A new war on a five-letter word: It’s supposed to make you laugh, not turn you on
October 27, 2008
Last time I checked, “porno” was a five-letter word, not four.
Some TV networks are making a big hullabaloo about Kevin Smith’s latest cinematic soiree, “Zach and Miri Make a Porno,” which opens Oct. 31. They are refusing to air the second half of the title in their TV spots, leaving it innocently enough as “Zach and Miri.”
I can sort of understand it being censored during morning and early afternoon programs, but after 7 p.m. “Make a Porno” should be bringing up the tail end of the title.
There also seems to be no rhyme or reason indicating which programs are going to be porno-less.
During Oct. 20’s “Monday Night Football” game, porno was dropped from the title because “football is ‘family-friendly entertainment,’ which is why you can see all manners of erectile dysfunction ads during the game,” said the movie’s director Smith in an interview with the Chicago Tribune.
However, the full title was shown during the final game of the Rays-Red Sox playoff game. And an ad for the movie, sans porno, ran during the episode of “Saturday Night Live” in which Alaska Gov. Sarah Palin made an appearance.
Smith said “SNL” simply received the wrong ad.
And the censorship isn’t just on TV. Originally, posters of stars Seth Rogen and Elizabeth Banks in “playfully risqué” poses were going to be the focus of the billboard campaign. But according to an Oct. 15 Associated Press article, the Motion Picture Association of America banned the posters.
Smith went to Plan B: Two stick figures of the stars with the tagline, “Seth Rogen and Elizabeth Banks made a movie so outrageous that we can’t even tell you the title.”
In trying to defend “porno,” Gary Faber, marketing boss for the Weinstein Co., said, “It’s a comedy. It’s a joke. We’re not advertising porno. It’s not a porno. The word ‘porno,’ it’s not supposed to turn you on. It’s supposed to make you laugh.”
I couldn’t agree more with Faber’s simply-structured sentences. “Zach and Miri Make a Porno” is an R-rated, dropped from NC-17, comedy aimed at adults. It’s not a stag film; it’s about two friends who are in desperate need of some cash and the hilarity that ensues trying to earn said cash.
A common argument for the deletion of “porno” is that kids will ask what it means. I’m sure most parents want to protect their children from porn, but I don’t remember hearing any complaints about the “Sex and the City” movie.
And I’m sure it’s just as terrifyingly awkward for a parent to explain sex as it would be porn.
Get over it, prudes. People have sex and sometimes they like to do it in front of a camera.
And if they want to include two other people, a fern and horseradish, that’s up to them.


What this task involves ->
Only lines containing the string "PROVA" belong in the answer; find them in the records and copy them.

Excerpted data ->
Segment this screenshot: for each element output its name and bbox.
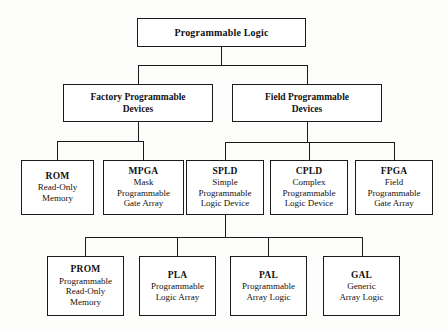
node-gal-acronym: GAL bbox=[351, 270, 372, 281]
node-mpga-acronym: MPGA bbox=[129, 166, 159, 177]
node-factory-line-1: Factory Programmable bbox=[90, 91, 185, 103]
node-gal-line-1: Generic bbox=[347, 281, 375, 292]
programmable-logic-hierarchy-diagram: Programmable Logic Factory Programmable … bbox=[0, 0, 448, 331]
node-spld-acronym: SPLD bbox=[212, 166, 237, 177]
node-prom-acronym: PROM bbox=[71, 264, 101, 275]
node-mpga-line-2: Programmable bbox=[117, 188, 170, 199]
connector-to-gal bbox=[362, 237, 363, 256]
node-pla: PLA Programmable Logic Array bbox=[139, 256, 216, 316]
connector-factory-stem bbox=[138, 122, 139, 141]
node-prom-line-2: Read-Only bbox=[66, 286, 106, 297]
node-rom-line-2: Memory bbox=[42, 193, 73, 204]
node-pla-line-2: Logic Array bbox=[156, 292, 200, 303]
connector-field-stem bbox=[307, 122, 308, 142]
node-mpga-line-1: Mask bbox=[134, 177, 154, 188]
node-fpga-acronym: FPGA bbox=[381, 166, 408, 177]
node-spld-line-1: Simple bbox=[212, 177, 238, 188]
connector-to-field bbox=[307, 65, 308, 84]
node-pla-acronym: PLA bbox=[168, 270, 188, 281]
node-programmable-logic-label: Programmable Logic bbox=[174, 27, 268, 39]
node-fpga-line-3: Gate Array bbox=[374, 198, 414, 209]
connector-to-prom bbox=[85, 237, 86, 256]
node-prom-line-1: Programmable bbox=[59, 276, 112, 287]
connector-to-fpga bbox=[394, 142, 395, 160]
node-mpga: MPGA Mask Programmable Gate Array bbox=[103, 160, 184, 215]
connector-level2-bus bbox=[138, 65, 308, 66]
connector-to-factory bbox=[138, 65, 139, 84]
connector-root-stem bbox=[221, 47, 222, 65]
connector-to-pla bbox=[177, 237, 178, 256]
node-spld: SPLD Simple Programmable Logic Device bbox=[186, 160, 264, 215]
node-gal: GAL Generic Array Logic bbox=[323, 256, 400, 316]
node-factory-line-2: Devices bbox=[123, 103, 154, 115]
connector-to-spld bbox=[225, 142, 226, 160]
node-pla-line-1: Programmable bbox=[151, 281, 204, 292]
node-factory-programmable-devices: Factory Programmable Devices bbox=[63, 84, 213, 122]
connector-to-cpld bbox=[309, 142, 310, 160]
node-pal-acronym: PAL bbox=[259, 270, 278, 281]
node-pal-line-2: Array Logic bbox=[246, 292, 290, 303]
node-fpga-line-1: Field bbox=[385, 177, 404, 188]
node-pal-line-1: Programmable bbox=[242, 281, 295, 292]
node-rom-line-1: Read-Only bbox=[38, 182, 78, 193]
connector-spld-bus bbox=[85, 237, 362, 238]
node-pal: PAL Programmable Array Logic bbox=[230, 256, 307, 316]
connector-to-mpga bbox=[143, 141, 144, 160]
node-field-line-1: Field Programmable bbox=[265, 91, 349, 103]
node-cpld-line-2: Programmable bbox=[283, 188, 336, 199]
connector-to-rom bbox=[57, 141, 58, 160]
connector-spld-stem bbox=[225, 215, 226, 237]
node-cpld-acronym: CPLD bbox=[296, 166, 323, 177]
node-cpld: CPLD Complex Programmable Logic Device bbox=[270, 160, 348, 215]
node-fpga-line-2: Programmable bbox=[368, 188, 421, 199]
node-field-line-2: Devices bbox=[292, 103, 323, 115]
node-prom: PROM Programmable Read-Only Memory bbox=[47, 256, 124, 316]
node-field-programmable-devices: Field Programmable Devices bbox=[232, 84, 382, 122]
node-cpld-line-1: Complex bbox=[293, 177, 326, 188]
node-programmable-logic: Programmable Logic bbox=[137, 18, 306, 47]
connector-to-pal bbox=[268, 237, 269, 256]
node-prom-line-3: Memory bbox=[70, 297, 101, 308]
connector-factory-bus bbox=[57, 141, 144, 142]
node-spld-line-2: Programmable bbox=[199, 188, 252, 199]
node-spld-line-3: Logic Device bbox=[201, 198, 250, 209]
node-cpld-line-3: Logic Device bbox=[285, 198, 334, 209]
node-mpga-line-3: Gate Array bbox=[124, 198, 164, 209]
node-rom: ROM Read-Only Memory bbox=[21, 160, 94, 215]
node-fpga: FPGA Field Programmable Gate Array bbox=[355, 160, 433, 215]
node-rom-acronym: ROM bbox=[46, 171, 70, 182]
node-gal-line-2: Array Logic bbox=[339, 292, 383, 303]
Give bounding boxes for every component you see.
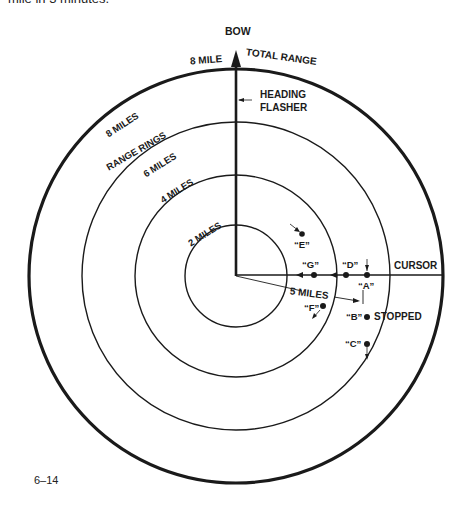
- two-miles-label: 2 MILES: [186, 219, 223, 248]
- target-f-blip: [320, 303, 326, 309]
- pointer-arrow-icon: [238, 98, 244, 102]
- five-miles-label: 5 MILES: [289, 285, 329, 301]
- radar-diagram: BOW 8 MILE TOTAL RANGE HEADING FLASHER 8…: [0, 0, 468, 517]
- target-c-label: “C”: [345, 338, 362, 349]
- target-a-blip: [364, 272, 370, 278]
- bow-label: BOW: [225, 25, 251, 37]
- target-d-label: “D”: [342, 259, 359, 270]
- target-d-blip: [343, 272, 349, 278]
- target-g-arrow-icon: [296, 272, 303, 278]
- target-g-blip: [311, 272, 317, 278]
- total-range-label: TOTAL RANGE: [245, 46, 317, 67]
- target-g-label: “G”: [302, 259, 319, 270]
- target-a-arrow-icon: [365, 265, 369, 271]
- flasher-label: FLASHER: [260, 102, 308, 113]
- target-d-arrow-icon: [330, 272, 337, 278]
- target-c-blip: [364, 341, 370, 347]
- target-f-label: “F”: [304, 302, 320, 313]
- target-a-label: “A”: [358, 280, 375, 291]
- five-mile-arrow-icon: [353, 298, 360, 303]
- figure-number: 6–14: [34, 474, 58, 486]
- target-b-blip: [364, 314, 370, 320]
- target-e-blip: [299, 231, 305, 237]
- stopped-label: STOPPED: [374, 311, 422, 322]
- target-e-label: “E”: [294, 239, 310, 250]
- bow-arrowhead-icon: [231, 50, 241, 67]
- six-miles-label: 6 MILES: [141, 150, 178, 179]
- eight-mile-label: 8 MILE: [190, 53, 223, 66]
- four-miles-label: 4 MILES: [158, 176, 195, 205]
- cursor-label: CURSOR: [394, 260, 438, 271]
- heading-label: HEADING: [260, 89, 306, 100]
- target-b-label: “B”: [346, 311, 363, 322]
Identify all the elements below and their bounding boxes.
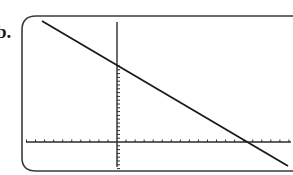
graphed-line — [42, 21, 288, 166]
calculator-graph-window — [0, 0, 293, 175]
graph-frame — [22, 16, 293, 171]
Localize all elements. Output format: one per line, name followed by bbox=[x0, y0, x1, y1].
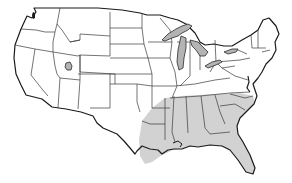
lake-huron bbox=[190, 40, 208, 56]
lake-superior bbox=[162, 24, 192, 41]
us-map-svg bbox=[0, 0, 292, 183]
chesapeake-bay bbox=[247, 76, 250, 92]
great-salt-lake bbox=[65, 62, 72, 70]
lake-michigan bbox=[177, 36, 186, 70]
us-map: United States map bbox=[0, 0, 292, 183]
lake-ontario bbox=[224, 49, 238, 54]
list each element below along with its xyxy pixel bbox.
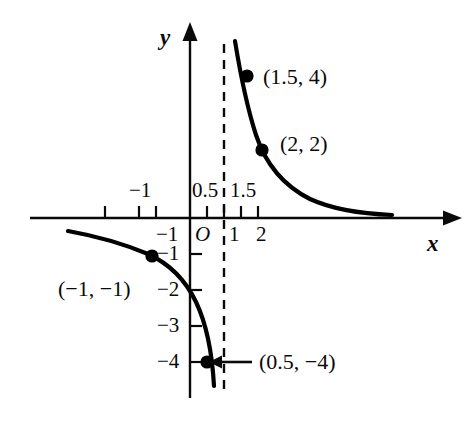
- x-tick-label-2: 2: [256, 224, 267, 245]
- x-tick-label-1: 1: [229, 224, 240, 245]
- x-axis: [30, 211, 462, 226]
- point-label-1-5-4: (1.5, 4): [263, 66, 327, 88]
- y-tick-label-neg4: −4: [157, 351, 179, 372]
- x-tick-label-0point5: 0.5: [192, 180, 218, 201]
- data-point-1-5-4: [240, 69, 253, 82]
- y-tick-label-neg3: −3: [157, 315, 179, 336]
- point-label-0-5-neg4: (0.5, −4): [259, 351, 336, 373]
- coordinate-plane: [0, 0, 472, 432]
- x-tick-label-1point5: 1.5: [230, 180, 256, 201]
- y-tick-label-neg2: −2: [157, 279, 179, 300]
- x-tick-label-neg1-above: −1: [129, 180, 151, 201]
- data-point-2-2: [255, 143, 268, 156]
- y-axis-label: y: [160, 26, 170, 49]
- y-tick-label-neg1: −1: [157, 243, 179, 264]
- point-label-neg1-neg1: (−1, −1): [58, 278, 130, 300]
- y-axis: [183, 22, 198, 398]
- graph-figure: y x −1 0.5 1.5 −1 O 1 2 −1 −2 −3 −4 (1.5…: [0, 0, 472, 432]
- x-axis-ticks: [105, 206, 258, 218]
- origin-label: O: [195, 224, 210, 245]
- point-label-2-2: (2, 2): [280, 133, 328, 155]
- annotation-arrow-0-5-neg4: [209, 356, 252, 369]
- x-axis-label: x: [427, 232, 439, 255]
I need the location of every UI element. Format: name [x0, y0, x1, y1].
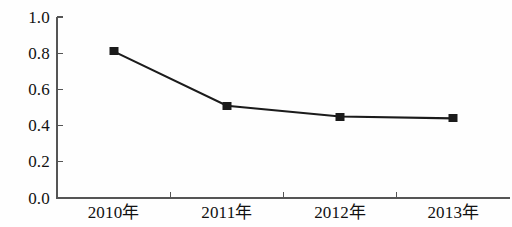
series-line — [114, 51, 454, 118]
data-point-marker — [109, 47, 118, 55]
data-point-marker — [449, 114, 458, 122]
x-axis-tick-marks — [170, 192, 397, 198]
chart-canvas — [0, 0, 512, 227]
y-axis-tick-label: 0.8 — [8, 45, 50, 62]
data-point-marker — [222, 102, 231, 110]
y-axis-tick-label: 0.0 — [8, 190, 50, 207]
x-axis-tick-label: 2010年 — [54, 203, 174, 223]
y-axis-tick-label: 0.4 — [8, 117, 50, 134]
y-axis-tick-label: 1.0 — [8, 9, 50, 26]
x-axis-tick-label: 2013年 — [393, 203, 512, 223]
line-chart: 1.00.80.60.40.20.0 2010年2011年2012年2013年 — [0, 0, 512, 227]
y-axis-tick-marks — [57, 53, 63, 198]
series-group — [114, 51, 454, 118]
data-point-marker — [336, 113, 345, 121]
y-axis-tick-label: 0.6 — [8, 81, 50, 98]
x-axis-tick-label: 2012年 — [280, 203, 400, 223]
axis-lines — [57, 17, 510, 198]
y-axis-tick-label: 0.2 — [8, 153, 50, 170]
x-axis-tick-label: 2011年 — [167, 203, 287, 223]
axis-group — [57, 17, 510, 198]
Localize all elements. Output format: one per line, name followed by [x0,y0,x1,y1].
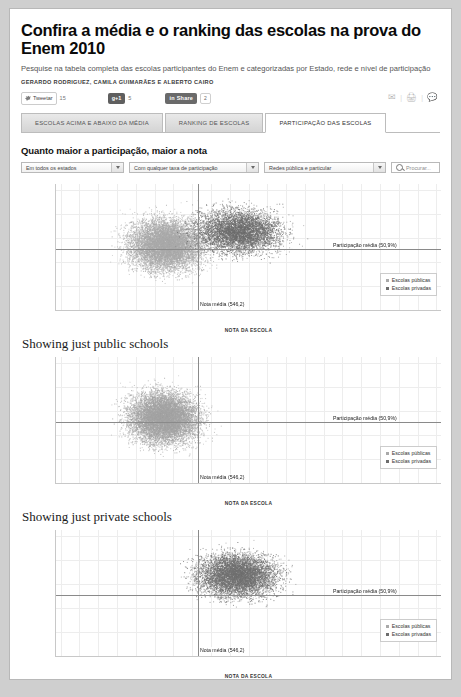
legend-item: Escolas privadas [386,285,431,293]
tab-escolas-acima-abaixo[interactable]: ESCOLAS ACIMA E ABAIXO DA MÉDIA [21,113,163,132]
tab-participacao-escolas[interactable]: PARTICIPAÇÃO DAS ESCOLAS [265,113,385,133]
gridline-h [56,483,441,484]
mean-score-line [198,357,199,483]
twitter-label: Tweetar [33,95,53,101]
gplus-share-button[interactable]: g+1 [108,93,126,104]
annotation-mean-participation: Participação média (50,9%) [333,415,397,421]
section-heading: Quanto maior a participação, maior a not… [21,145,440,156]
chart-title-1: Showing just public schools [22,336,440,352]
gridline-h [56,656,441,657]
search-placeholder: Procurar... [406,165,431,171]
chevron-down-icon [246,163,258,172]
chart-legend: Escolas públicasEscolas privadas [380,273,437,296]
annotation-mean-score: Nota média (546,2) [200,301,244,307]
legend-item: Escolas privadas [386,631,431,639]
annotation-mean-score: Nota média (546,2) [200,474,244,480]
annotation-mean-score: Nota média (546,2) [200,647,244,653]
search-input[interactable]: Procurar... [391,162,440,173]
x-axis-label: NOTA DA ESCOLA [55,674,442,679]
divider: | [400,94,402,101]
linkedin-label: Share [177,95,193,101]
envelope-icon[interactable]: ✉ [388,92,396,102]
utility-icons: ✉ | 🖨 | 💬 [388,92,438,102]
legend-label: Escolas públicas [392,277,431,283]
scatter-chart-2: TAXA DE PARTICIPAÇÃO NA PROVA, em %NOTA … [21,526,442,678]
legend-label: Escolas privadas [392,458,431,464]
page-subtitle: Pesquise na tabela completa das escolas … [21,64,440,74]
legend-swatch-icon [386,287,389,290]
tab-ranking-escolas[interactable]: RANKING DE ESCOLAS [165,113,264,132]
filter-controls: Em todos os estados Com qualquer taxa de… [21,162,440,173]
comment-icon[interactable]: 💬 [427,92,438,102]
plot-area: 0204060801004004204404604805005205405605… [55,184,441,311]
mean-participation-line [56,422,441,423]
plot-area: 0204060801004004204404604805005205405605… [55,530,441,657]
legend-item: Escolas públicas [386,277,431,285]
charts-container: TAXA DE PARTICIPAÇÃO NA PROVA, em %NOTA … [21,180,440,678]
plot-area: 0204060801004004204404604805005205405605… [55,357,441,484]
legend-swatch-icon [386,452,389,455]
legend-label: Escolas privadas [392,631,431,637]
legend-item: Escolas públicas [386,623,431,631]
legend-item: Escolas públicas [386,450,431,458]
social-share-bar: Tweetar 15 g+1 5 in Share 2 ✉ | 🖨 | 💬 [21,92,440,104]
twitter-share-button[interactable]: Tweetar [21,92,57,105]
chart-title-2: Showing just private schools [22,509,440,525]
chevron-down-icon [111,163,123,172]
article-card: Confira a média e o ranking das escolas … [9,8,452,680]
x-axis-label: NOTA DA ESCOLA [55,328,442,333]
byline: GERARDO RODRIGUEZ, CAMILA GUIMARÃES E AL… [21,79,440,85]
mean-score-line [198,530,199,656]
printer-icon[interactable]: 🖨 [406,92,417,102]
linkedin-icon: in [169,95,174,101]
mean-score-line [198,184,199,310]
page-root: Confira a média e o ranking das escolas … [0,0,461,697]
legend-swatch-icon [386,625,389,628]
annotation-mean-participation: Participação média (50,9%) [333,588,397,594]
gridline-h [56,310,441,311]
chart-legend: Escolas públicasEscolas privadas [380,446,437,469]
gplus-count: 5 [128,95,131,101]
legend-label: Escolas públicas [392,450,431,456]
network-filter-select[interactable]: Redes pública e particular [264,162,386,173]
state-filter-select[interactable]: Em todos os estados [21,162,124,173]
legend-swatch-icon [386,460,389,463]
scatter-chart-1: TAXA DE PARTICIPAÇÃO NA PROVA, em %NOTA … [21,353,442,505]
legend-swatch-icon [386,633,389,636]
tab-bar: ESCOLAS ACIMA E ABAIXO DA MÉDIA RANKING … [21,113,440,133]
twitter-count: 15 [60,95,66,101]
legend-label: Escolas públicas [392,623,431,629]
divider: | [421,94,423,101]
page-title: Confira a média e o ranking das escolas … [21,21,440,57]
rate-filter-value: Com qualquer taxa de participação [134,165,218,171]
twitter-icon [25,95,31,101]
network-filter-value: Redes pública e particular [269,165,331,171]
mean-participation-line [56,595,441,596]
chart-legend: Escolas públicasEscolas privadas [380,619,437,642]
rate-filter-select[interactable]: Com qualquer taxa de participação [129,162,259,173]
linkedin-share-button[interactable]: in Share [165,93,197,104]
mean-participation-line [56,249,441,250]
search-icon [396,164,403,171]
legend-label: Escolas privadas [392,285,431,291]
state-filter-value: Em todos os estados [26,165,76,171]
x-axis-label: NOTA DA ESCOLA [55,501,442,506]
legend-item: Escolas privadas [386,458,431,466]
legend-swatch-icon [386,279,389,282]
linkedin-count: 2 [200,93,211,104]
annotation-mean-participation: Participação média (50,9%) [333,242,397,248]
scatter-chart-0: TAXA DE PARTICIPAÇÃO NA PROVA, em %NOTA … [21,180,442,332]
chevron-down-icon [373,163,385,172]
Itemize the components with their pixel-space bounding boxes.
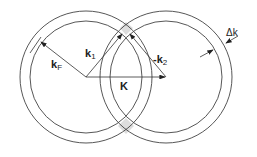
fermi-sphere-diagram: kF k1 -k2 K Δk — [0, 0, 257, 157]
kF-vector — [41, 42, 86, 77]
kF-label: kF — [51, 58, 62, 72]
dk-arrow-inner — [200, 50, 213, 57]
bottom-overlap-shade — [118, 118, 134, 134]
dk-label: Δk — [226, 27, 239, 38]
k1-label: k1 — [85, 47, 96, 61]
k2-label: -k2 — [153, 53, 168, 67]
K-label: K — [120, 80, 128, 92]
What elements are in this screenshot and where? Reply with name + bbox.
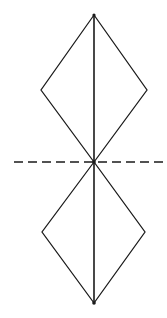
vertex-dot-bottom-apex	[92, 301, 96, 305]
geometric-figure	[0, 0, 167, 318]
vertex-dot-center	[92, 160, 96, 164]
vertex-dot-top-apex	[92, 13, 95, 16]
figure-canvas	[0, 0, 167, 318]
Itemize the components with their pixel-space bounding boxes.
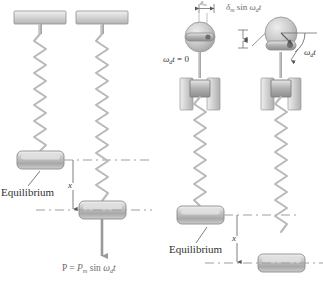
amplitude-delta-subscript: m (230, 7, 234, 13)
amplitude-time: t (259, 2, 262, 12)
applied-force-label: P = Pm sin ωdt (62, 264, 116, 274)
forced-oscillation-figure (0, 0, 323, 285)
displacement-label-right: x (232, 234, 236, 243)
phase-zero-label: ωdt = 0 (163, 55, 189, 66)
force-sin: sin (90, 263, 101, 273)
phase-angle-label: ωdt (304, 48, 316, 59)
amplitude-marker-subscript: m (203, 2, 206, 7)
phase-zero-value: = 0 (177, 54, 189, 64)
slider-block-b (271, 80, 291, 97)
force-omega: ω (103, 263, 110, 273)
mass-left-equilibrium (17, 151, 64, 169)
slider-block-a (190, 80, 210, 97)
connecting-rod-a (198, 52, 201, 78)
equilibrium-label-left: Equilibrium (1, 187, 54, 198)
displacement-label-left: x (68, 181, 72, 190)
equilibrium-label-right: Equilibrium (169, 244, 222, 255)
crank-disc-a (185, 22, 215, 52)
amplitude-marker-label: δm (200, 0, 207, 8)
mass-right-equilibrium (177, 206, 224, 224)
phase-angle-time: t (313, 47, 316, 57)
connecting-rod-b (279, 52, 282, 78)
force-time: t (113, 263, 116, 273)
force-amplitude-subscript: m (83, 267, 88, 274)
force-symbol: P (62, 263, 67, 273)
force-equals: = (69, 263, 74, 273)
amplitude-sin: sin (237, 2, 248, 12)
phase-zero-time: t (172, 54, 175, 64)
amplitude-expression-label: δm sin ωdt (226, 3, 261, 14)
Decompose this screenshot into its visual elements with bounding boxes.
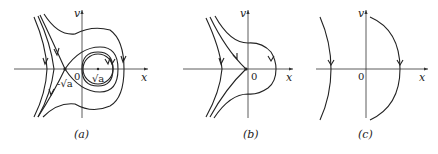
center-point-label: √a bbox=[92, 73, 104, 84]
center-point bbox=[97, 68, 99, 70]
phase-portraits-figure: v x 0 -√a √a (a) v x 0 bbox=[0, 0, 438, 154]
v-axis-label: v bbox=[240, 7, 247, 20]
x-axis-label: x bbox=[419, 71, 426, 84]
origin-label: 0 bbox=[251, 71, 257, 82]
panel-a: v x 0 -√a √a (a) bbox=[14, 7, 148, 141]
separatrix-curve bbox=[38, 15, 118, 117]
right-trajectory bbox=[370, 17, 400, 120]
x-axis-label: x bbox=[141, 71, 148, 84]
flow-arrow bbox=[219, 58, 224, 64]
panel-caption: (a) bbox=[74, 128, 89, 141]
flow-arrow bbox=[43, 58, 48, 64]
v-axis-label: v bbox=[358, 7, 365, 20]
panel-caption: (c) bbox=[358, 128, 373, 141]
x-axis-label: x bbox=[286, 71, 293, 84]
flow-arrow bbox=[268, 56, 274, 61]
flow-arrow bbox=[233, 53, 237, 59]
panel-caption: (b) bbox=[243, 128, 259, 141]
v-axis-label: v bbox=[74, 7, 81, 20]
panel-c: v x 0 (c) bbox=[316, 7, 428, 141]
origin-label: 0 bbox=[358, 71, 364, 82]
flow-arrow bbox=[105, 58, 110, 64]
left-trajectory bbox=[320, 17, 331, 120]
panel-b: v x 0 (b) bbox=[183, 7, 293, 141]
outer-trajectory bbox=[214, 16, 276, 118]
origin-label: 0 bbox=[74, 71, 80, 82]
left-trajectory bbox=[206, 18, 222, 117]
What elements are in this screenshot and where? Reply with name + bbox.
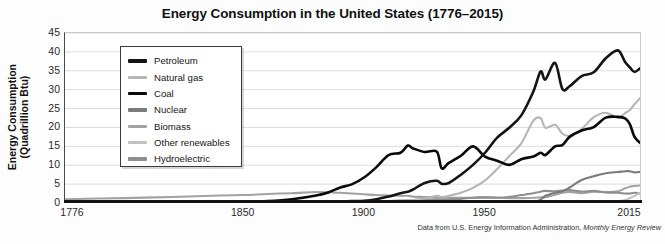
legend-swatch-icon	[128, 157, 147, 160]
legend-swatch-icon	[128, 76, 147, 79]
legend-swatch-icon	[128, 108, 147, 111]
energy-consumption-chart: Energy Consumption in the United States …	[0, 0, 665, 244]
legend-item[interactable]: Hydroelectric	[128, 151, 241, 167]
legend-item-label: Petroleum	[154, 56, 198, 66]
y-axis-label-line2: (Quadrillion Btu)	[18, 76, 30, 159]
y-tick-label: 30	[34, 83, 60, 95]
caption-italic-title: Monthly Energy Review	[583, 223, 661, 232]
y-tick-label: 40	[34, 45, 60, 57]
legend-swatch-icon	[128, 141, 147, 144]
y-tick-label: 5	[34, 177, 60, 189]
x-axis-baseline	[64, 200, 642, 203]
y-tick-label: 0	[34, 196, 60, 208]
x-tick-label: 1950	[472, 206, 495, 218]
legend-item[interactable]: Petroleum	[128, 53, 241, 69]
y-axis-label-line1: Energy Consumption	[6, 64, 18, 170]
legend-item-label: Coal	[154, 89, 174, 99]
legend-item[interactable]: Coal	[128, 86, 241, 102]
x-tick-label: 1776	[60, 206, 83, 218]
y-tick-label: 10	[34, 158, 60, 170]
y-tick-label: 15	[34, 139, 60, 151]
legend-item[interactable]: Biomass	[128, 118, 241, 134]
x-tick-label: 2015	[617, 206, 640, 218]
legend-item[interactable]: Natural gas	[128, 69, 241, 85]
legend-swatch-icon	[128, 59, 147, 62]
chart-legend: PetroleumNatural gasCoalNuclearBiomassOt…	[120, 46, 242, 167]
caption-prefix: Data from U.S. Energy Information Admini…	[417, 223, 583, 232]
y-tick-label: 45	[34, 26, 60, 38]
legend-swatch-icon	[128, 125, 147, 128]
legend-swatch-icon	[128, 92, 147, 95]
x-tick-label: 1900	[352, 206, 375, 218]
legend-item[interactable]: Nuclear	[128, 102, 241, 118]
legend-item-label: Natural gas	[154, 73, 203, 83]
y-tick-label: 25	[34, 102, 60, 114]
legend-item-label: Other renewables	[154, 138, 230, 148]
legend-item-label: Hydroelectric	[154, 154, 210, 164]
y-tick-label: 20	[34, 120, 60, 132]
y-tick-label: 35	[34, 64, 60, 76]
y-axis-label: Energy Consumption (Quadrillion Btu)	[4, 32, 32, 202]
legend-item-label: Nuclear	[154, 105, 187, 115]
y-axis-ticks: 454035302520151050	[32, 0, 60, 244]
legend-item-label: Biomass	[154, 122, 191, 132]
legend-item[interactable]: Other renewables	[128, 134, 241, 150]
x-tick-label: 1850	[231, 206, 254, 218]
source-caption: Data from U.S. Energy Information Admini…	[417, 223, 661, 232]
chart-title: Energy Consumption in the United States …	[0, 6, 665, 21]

Solution to the exercise ->
scatter-chart-2: TAXA DE PARTICIPAÇÃO NA PROVA, em %NOTA … [21,526,442,678]
charts-container: TAXA DE PARTICIPAÇÃO NA PROVA, em %NOTA … [21,180,440,678]
scatter-chart-1: TAXA DE PARTICIPAÇÃO NA PROVA, em %NOTA … [21,353,442,505]
scatter-chart-0: TAXA DE PARTICIPAÇÃO NA PROVA, em %NOTA … [21,180,442,332]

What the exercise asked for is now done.